I live in a dorm right now because my scholarship covers it, so my cat and I have been estranged - a strain I don't think anyone that doesn't know me or my cat personally would understand. We are paper and glue: you tear us apart, and while we'll always have pieces of each other wherever we go, it's a sticky, scrappy mess. Tooters McStinklebottom III is my world. In an ideal world, there would be no domesticated animals, and while we can try to spay and neuter the cycle out of repeating itself, it doesn't solve what to do with the animals that are already here. I don't believe you can "own" an animal but merely act as its caretaker, a parent figure, and adopting an animal is as grave a commitment as adopting a child. You can't abandon a child, but I feel like I've abandoned my Toots, and that kills me all the time. I know it kills him, too, because he clung to me desperately when I got into town. Apparently, it was one of the first times he's purred since I left, even though he has absolutely wonderful people looking after him. I'm so excited to be spending time with my little boy.

Now, a lot of people take their animals for granted - especially if they conceive of them as "pets" instead of creatures they co-habitate with. Really, they're just friends in a different form, and they need appreciation and treats like everyone else. When the weather gets nice, I take my cat on picnics. I suit him up in a little harness and leash, and then we walk around the park. We'll definitely be picnicking together soon, but I'm going to plan it around some of his favorite vegan eats (which include: nutritional yeast, cheerios, fake cheese, soymilk, flax waffles...). My cat's not vegan because, based on my research, it's not healthy to raise a vegan cat. However, did you know dogs are easily raised vegan?


Enjoy zany vegan novelty foods.
I never fully appreciate the grocery stores here until I'm out of town. In Savannah, we have an assortment of Kroger's, some Piggly Wigglies, a few mega-stores with grocery-ish sections, and one health food store. The health food store rules - in part because one of the managers is a Cincinnati native I hadn't seen in five years, but also because it's got some choice items I'd been dying to try but could only find online (like Teese). However, it suffers the same drawback that every health food store does, in that it's really expensive, and it still doesn't offer all the comforts of home.

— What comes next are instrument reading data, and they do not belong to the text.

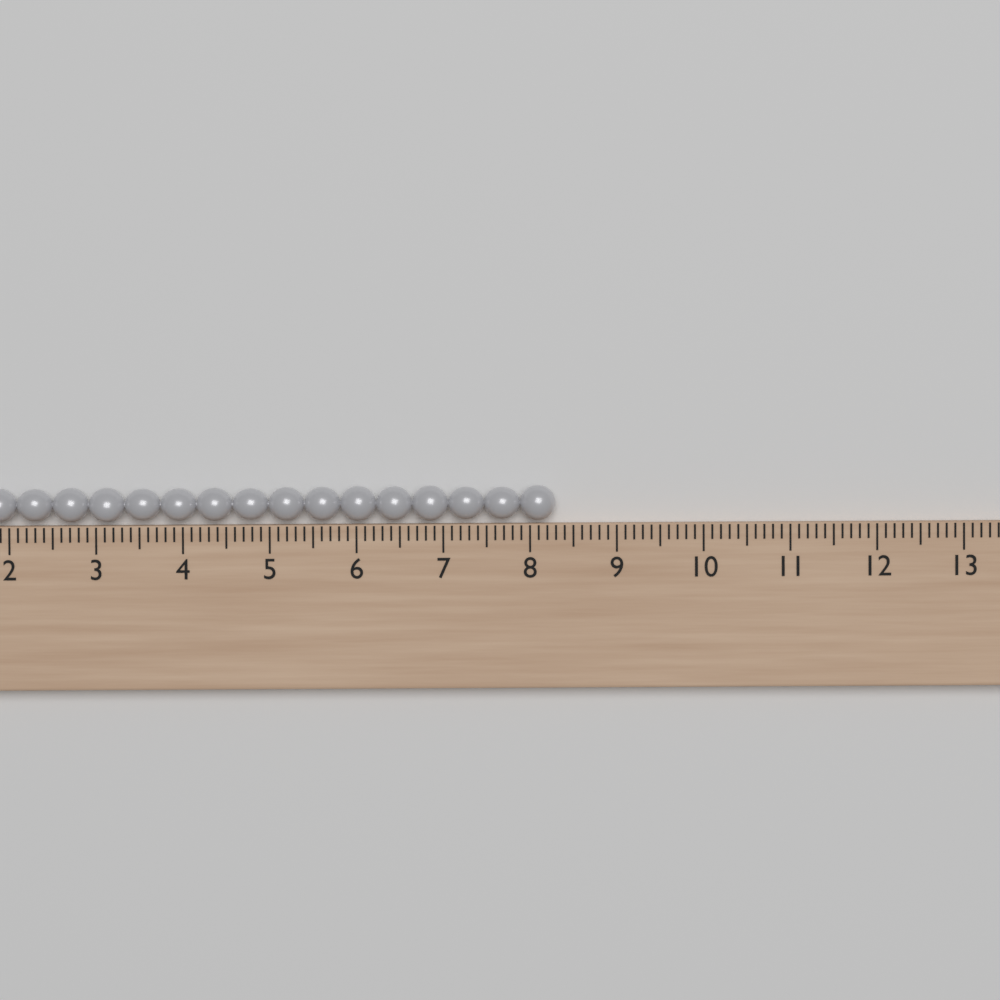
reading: 8.3 (no unit)
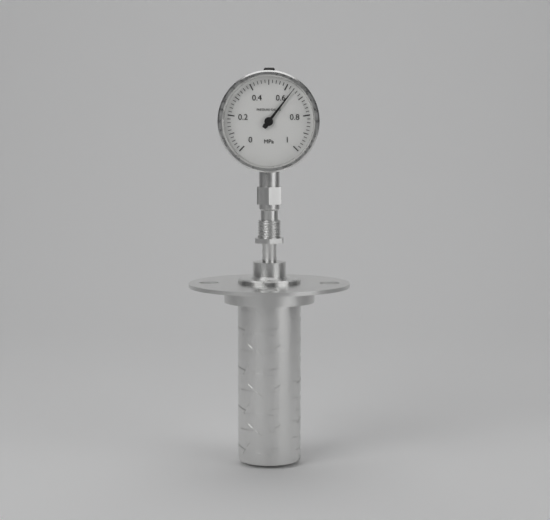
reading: 0.64 MPa
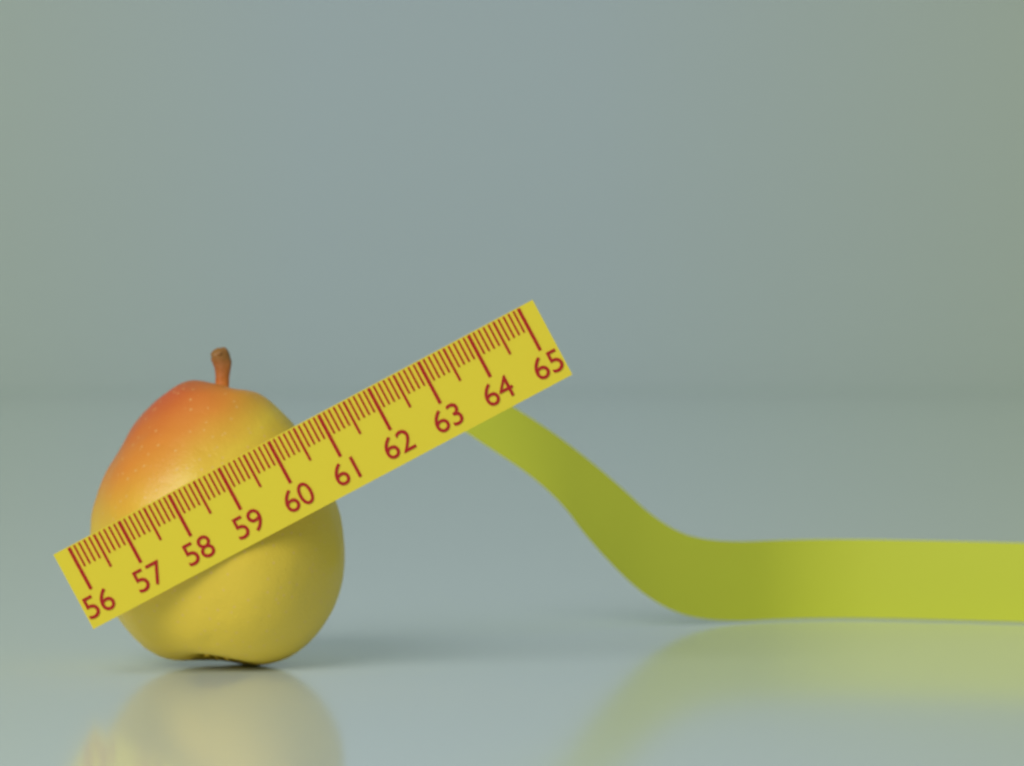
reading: 60.5 (no unit)
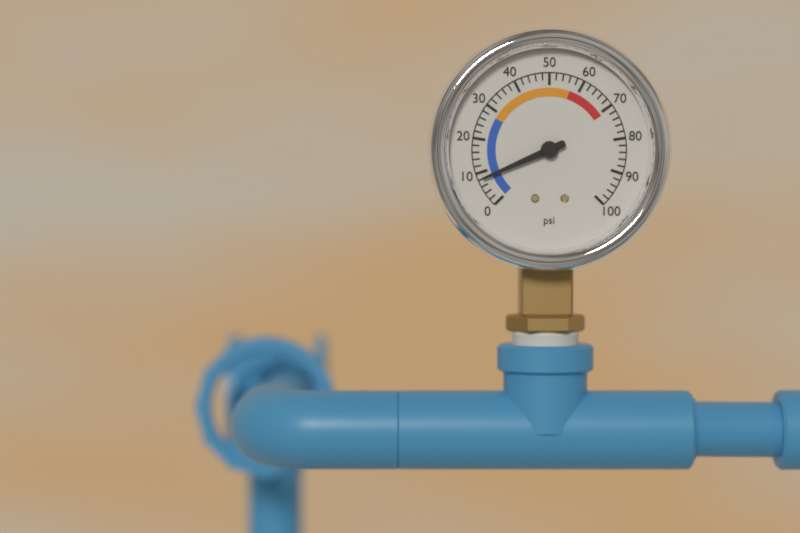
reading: 8 psi
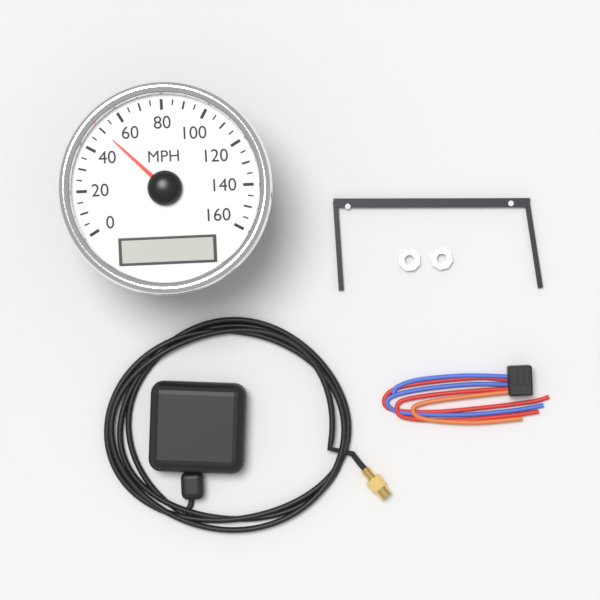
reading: 50 MPH
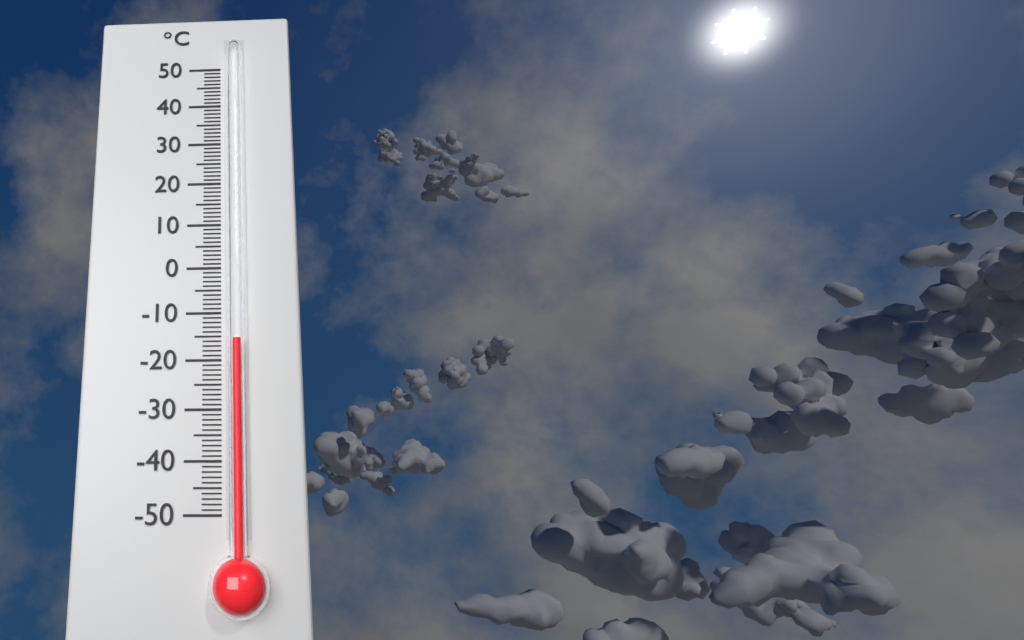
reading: -16 °C
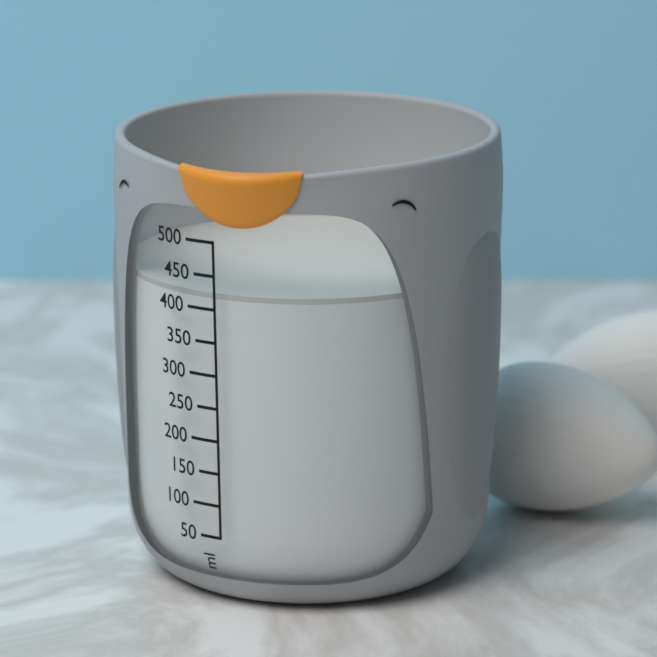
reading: 420 ml
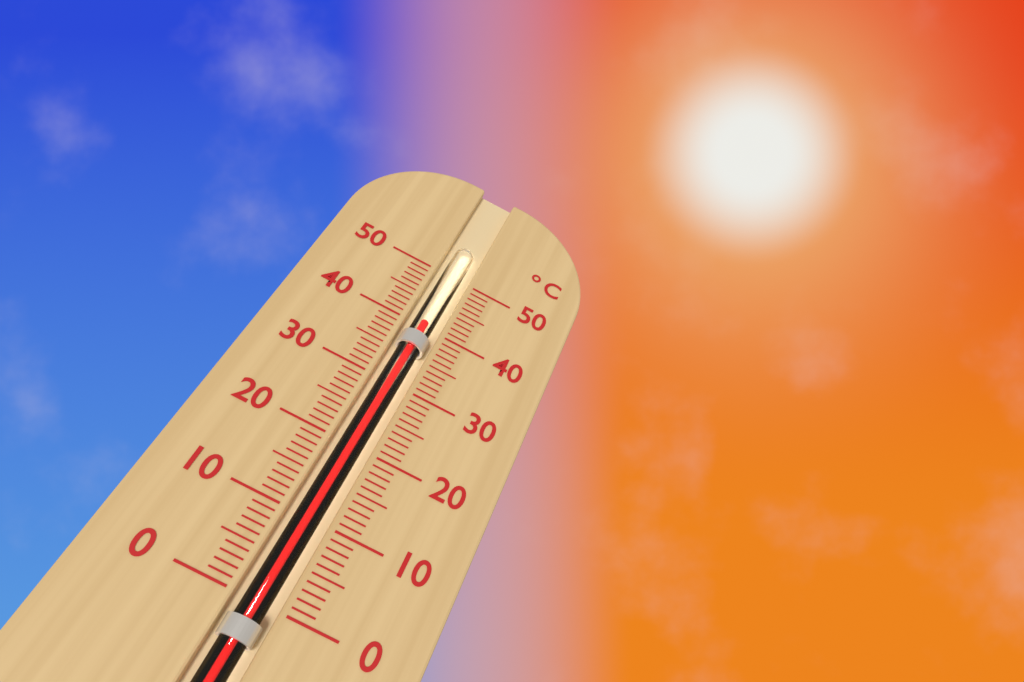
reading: 41 °C
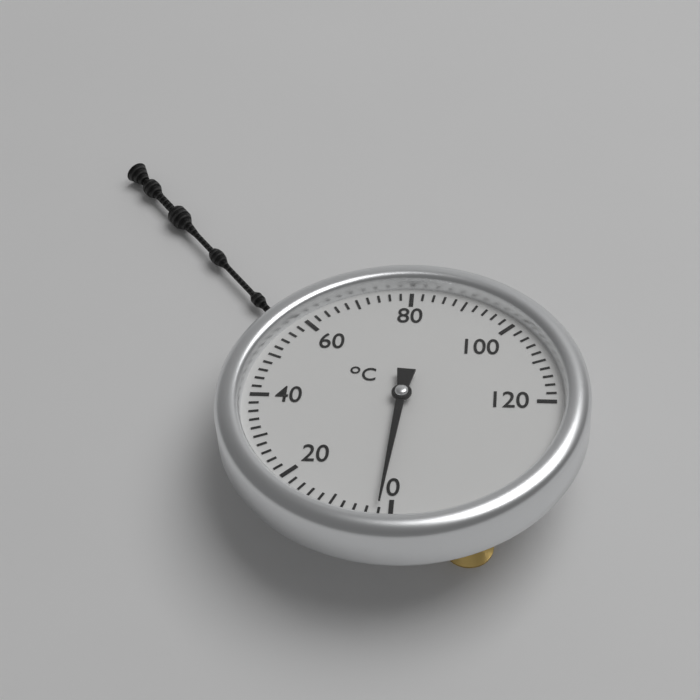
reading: 2 °C
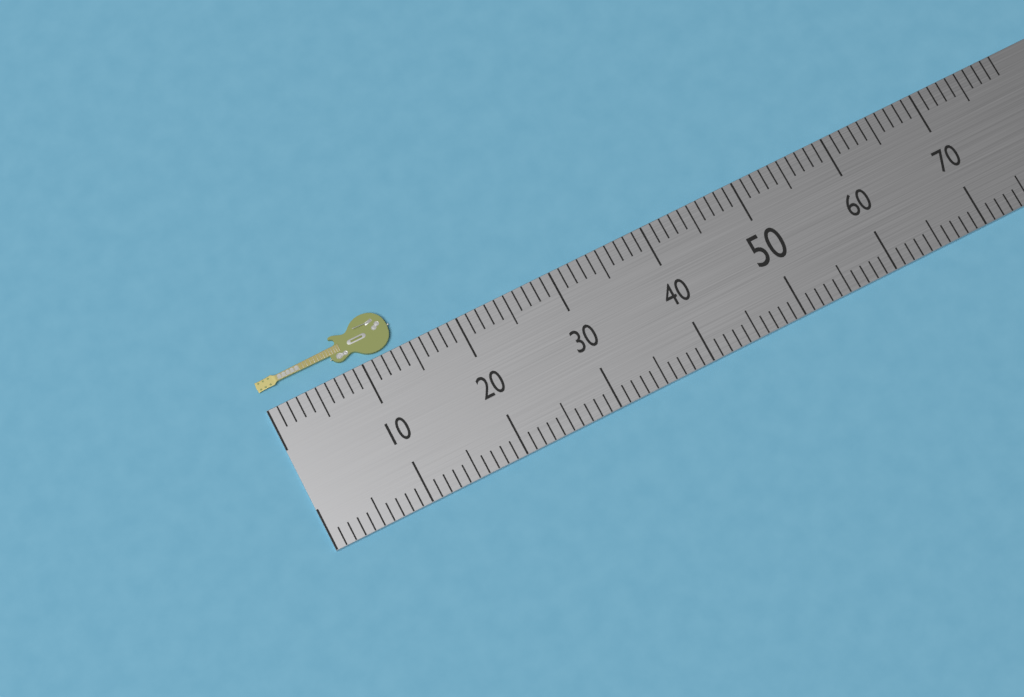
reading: 14 (no unit)
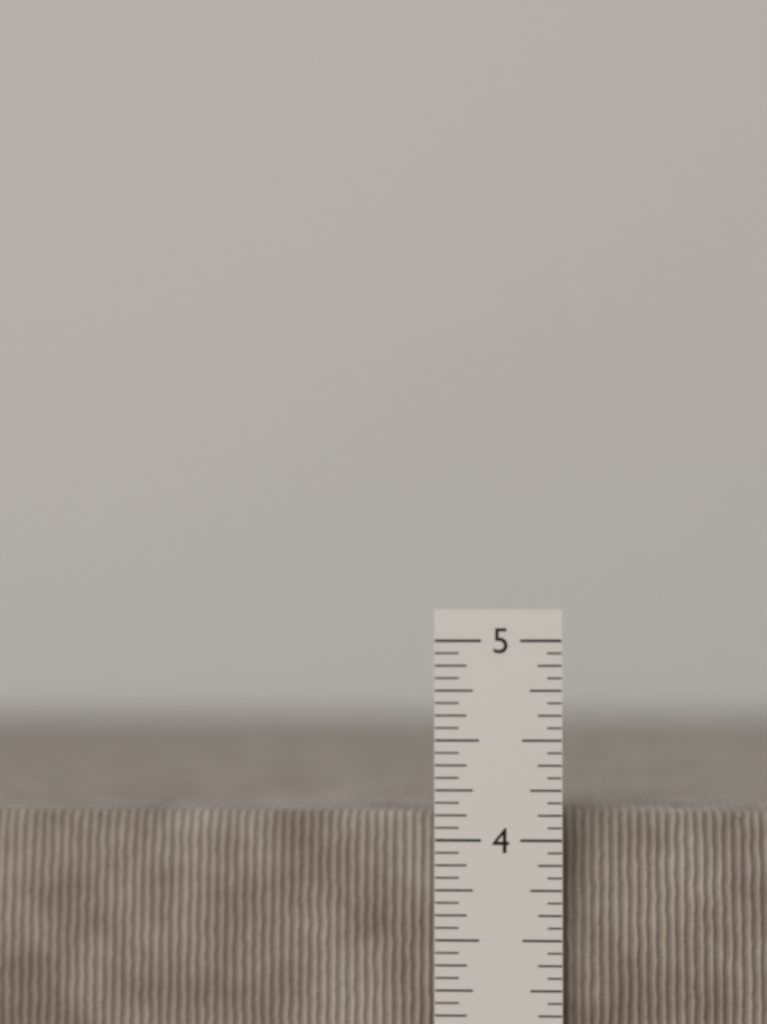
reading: 4.1250 in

Grocery shopping in Georgia just isn't the same as grocery shopping in Cincinnati because in Cincinnati, grocery shopping is an EXPERIENCE. I can think of five health food stores off the top of my head, and most of our normal grocery stores have great natural and "international" foods sections. Plus, we have two Whole Foods, a Trader Joes, and this place called Jungle Jim's, which is an amusement park that got converted to an international grocery store. In addition to a phenomenal and incredibly vegan-friendly inventory, Jungle Jim's has animatronic lions dressed up like Elvis and weird displays of the General Mills icons. They've been trying to get a monorail through the store for years, and every year, I choose to believe that dream is a little closer to a reality. This place rules, and it's easily one of the best parts about eating in Cincinati.

Cincinnati has a crazy-cheap cost of living, so you can get more goofy vegan stuff for less, plus lots of unusual ingredients like durian fruit. My big indulgence so far has been an assortment of sausages from Field Roast, which is some of the best vegan "meat" I've ever had. (It's got a meat-y quality without outright masquerading as meat, but that's another post entirely.) I've got a lot on my horizon, including Rice Dream's new vegan cheese singles, so be expecting some reviews. Also, I think a potluck is in my future, no?